Tech empowers next-gen banking
Tech empowers next-gen banking
Digital banking is not only perfectly suited to the millennial generation, but it is key to remaining relevant. Pan-African consumers are connected multitaskers who are tech-savvy with an abundance of options. They want instant gratification, appreciate transparency and are price-conscious.
Looking northwards, there's a proliferation of American and European digital banks servicing the type of consumer who is less interested in the mechanics of banking and more interested in convenience. Convenience does not adequately justify signing up for the unbanked, but a digital experience goes a long way towards building the path to financial inclusion.
While digital banking is fast gaining acceptance globally, it has very specific and unique applications on the African continent.
Robert Lane, CIO of Veneka, believes each consumer and community has a specific set of concerns and needs. Only by understanding this can one begin to provide meaningful financial services to the unbanked.
He believes to engage communities, you need to appreciate their needs, wants, aspirations and fears. And these can differ widely. "Financial services is a necessary medicine that can taste bitter, so one needs to responsibly package such services with other value-driving products and services. When you wholly engage someone, then opening a bank account starts to make sense. Until that point, however, putting money into a bank can just look like ATM fees."
Digital banking needs to transcend consumer segments; from simple transactions and payments to budget management and wealth tracking, each consumer has a different story. Let cash-conscious millennials keep track of their spending with interactive graphs. Let farmers access subsidies on their feature phones. Allow SMEs to request business loans without having to resubmit extensive application forms. Let the financial institutions be completely proactive in their approach, using business intelligence and customer insights.
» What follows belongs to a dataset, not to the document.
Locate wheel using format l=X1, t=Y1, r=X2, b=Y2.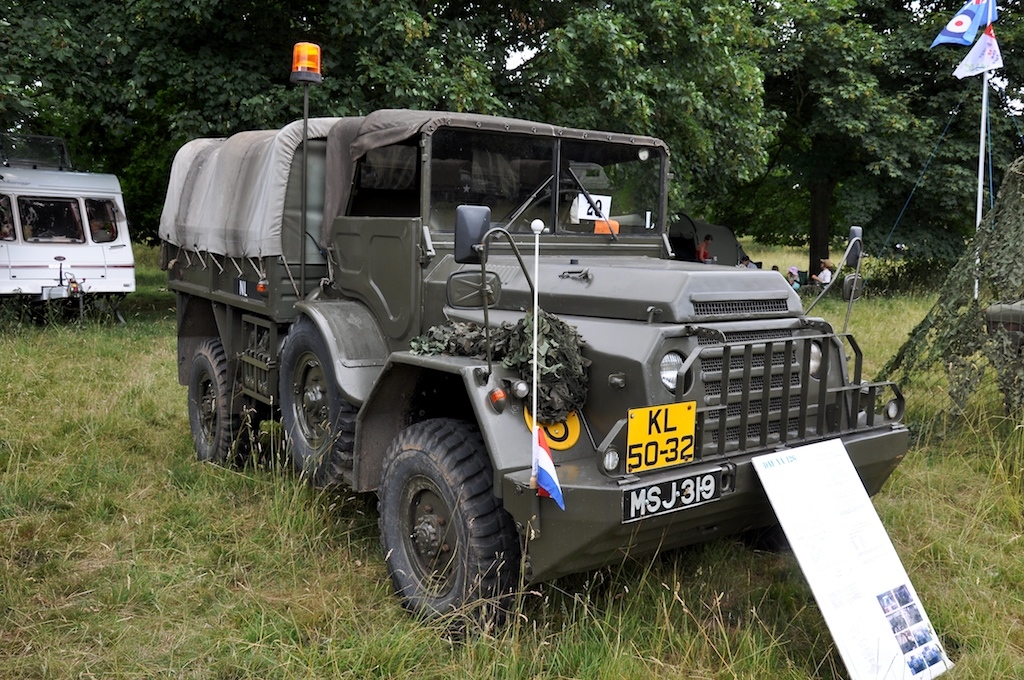
l=523, t=183, r=609, b=238.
One of the biggest challenges that the incumbent financial institutions have is the inability to react to market demands quickly, owing to outdated systems and the time required to upgrade them.
"Our digital banking solutions allow non-financial institutions to enter the market and enable existing financial institutions to reach markets and communities with new banking products, without having to be dependent on legacy technology and operations," says Lane.
Any digital banking platform that hopes to be successful (in Africa) has to be cognisant of the always connected generation. A GMSA report: "The state of the mobile economy in sub-Saharan Africa (2018)" puts mobile subscriber penetration at 44% (420 million users), with a third of mobile users having a smartphone. By 2020, the region is set to have more than half a billion unique mobile subscribers.
Africa opportunity
In Africa, smartphone users value convenience and functionality over the banking brand; they are interested in what a bank can do for them, and not in who's helping them do it. The whole reason that so many people use WhatsApp is that it's ubiquitous, everyone uses it and it gives people what they need – simple, quick, immediate communication. That's what digital banking should seek to emulate.
One service that's extremely important in the Africa context is the ability to send international remittances. "Africa is characterised by its migrant labour force, all of whom want to send money back to their families. Digital banking can enable this at a lower rate than that charged by traditional banks, as well as allowing the person to do it from their smartphone as and when they need to. Remittances to sub-Saharan Africa alone reached in the region of $40 billion in 2018," says Lane.
Ease of transacting is important to everyone who banks. While the requirements to open a digital banking account differ from country to country, the ability to do so via a smartphone is one of the key value propositions of digital banking. Transactions that require physical interaction are conducted through partner stores that offer a customised basket of services, depending on the territory, usually at a much cheaper rate than offered by the traditional brick and mortar institution. "Banking consumers pay far too much in bank charges on the whole, especially for 'special' services like international remittances and credit, yet in emerging markets in particular, access to credit is essential," says Lane.
Lane concludes by saying: "It's clear that digital banking is well suited to the African consumer. Finally, they have access to agile banking that provides the services that they want, when they want them, on their mobile devices. All they need is a smartphone and connectivity, and they can access banking that offers the right solutions for the local target market in the form of financial services that speak to the consumer."